Biography
Anja Novak studied art history at Leiden University and modern dance at Codarts University of Arts in Rotterdam. Since 1998 she has been working as a lecturer in the field of modern and contemporary art and theory at Leiden University, at the Royal Academy of Art in The Hague and at the University of Amsterdam. She received her Ph.D. from Leiden University in 2010 with a dissertation on the spectatorship associated with installation art (Space for experience. Installation art and spectatorship, Leiden University, 2010). She has published about installation art and the spectatorship engendered by it, about notions of place in contemporary art, about land art and about photography.
My fields of interest are modern and contemporary art, art theory and aesthetics. In particular, I am interested in how contemporary art forms, such as installation art and performance, challenge traditional notions of art, aesthetics and spectatorship. Transgressing the borders of traditional artistic media and disciplines, these artistic practices invite art audiences to explore new ways of perceiving and thinking. Often, the ‘viewer’ is turned into an active participator, who ‘performs’ the work of art, rather than contemplating it from a detached point of view. An overall aim of my research is to construct theoretical frameworks that allow us to better understand the kind of interactions that these art works provoke.
More recently, I have taken an interest in notions of nature and interactions between human beings and the material world, which are articulated in modern and contemporary art. On the one hand, artistic representations of nature often challenge traditional dichotomies such as natural versus artificial, subject versus object, etc. They trigger us to perceive of and think about nature in different ways. On the other hand, some art works overtly play upon nostalgic and sentimental feelings and ideas about nature. Combining these various stances, contemporary art expresses the extremely complex, highly charged and often ambiguous character of mankind’s affiliation with nature. In my future research activities I intend to set up a dialogue between these artistic representations and recent theoretical conceptualizations of the material world. In addition, I am recently investigating notions of 'the primitive' in both modern and contemporary art.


Assignment
Repeat the listing below exactly.

Records provided
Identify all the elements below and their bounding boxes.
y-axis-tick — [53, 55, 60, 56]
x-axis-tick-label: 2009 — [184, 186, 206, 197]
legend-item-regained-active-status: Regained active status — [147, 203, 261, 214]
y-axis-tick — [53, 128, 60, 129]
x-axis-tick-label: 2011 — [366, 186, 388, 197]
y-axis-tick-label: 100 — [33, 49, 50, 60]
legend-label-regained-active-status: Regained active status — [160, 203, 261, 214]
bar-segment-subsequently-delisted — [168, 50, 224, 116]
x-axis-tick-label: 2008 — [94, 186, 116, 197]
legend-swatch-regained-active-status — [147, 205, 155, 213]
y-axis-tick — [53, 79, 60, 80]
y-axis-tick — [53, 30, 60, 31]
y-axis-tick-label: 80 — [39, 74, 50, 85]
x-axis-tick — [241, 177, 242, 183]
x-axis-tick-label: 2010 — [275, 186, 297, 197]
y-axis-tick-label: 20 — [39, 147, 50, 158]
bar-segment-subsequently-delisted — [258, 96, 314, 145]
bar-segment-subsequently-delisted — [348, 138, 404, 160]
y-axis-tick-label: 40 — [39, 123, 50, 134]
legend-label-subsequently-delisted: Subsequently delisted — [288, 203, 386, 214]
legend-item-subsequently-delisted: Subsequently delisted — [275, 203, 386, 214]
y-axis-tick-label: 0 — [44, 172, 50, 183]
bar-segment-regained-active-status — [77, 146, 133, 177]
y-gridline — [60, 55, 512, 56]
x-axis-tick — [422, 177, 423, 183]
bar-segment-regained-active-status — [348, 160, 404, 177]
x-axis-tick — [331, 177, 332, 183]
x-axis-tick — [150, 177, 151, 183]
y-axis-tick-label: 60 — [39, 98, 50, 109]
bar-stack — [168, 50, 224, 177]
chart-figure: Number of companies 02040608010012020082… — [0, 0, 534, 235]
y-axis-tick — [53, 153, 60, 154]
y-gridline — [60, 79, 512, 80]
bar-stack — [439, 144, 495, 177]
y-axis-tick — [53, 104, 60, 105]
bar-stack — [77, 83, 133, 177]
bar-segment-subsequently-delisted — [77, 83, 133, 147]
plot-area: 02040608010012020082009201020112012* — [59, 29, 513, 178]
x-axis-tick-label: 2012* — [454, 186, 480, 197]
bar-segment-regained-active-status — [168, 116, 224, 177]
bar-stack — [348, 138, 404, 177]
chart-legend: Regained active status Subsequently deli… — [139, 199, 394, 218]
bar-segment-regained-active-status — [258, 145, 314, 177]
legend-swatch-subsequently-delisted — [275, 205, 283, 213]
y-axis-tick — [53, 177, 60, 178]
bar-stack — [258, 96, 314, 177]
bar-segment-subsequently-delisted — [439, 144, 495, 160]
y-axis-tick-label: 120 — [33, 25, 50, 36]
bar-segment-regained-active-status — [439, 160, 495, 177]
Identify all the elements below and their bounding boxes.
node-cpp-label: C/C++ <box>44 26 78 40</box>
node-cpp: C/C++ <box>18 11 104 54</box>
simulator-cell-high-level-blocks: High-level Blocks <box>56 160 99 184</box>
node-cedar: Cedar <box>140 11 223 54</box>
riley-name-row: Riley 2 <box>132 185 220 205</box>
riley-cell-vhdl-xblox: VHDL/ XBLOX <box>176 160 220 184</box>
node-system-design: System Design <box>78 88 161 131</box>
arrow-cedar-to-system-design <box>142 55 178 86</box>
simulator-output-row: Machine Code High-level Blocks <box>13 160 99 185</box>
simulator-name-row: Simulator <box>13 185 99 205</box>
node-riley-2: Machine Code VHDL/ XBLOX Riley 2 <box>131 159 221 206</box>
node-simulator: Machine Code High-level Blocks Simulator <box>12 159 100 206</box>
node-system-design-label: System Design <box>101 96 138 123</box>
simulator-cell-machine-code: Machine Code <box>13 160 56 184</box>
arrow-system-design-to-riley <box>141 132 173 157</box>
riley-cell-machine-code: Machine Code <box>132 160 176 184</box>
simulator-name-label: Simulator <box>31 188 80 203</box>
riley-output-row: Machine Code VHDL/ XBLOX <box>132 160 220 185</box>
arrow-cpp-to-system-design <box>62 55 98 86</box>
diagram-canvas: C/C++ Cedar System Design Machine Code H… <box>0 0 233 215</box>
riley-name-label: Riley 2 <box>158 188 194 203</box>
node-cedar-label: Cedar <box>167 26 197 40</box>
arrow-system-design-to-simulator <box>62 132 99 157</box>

The completed task
Identify all the elements below and their bounding boxes.
y-axis-tick — [53, 55, 60, 56]
x-axis-tick-label: 2009 — [184, 186, 206, 197]
legend-item-regained-active-status: Regained active status — [147, 203, 261, 214]
y-axis-tick — [53, 128, 60, 129]
x-axis-tick-label: 2011 — [366, 186, 388, 197]
y-axis-tick-label: 100 — [33, 49, 50, 60]
legend-label-regained-active-status: Regained active status — [160, 203, 261, 214]
bar-segment-subsequently-delisted — [168, 50, 224, 116]
x-axis-tick-label: 2008 — [94, 186, 116, 197]
legend-swatch-regained-active-status — [147, 205, 155, 213]
y-axis-tick — [53, 79, 60, 80]
y-axis-tick — [53, 30, 60, 31]
y-axis-tick-label: 80 — [39, 74, 50, 85]
x-axis-tick — [241, 177, 242, 183]
x-axis-tick-label: 2010 — [275, 186, 297, 197]
y-axis-tick-label: 20 — [39, 147, 50, 158]
bar-segment-subsequently-delisted — [258, 96, 314, 145]
bar-segment-subsequently-delisted — [348, 138, 404, 160]
y-axis-tick-label: 40 — [39, 123, 50, 134]
legend-label-subsequently-delisted: Subsequently delisted — [288, 203, 386, 214]
legend-item-subsequently-delisted: Subsequently delisted — [275, 203, 386, 214]
y-axis-tick-label: 0 — [44, 172, 50, 183]
bar-segment-regained-active-status — [77, 146, 133, 177]
y-gridline — [60, 55, 512, 56]
x-axis-tick — [422, 177, 423, 183]
bar-segment-regained-active-status — [348, 160, 404, 177]
x-axis-tick — [331, 177, 332, 183]
x-axis-tick — [150, 177, 151, 183]
y-axis-tick-label: 60 — [39, 98, 50, 109]
bar-stack — [168, 50, 224, 177]
chart-figure: Number of companies 02040608010012020082… — [0, 0, 534, 235]
y-axis-tick — [53, 153, 60, 154]
y-gridline — [60, 79, 512, 80]
bar-stack — [439, 144, 495, 177]
y-axis-tick — [53, 104, 60, 105]
bar-stack — [77, 83, 133, 177]
bar-segment-subsequently-delisted — [77, 83, 133, 147]
plot-area: 02040608010012020082009201020112012* — [59, 29, 513, 178]
x-axis-tick-label: 2012* — [454, 186, 480, 197]
bar-segment-regained-active-status — [168, 116, 224, 177]
bar-stack — [348, 138, 404, 177]
chart-legend: Regained active status Subsequently deli… — [139, 199, 394, 218]
bar-segment-regained-active-status — [258, 145, 314, 177]
legend-swatch-subsequently-delisted — [275, 205, 283, 213]
y-axis-tick — [53, 177, 60, 178]
bar-stack — [258, 96, 314, 177]
bar-segment-subsequently-delisted — [439, 144, 495, 160]
y-axis-tick-label: 120 — [33, 25, 50, 36]
bar-segment-regained-active-status — [439, 160, 495, 177]
Identify all the elements below and their bounding boxes.
node-cpp-label: C/C++ <box>44 26 78 40</box>
node-cpp: C/C++ <box>18 11 104 54</box>
simulator-cell-high-level-blocks: High-level Blocks <box>56 160 99 184</box>
node-cedar: Cedar <box>140 11 223 54</box>
riley-name-row: Riley 2 <box>132 185 220 205</box>
riley-cell-vhdl-xblox: VHDL/ XBLOX <box>176 160 220 184</box>
node-system-design: System Design <box>78 88 161 131</box>
arrow-cedar-to-system-design <box>142 55 178 86</box>
simulator-output-row: Machine Code High-level Blocks <box>13 160 99 185</box>
simulator-name-row: Simulator <box>13 185 99 205</box>
node-riley-2: Machine Code VHDL/ XBLOX Riley 2 <box>131 159 221 206</box>
node-simulator: Machine Code High-level Blocks Simulator <box>12 159 100 206</box>
node-system-design-label: System Design <box>101 96 138 123</box>
simulator-cell-machine-code: Machine Code <box>13 160 56 184</box>
arrow-system-design-to-riley <box>141 132 173 157</box>
riley-cell-machine-code: Machine Code <box>132 160 176 184</box>
simulator-name-label: Simulator <box>31 188 80 203</box>
riley-output-row: Machine Code VHDL/ XBLOX <box>132 160 220 185</box>
arrow-cpp-to-system-design <box>62 55 98 86</box>
diagram-canvas: C/C++ Cedar System Design Machine Code H… <box>0 0 233 215</box>
riley-name-label: Riley 2 <box>158 188 194 203</box>
node-cedar-label: Cedar <box>167 26 197 40</box>
arrow-system-design-to-simulator <box>62 132 99 157</box>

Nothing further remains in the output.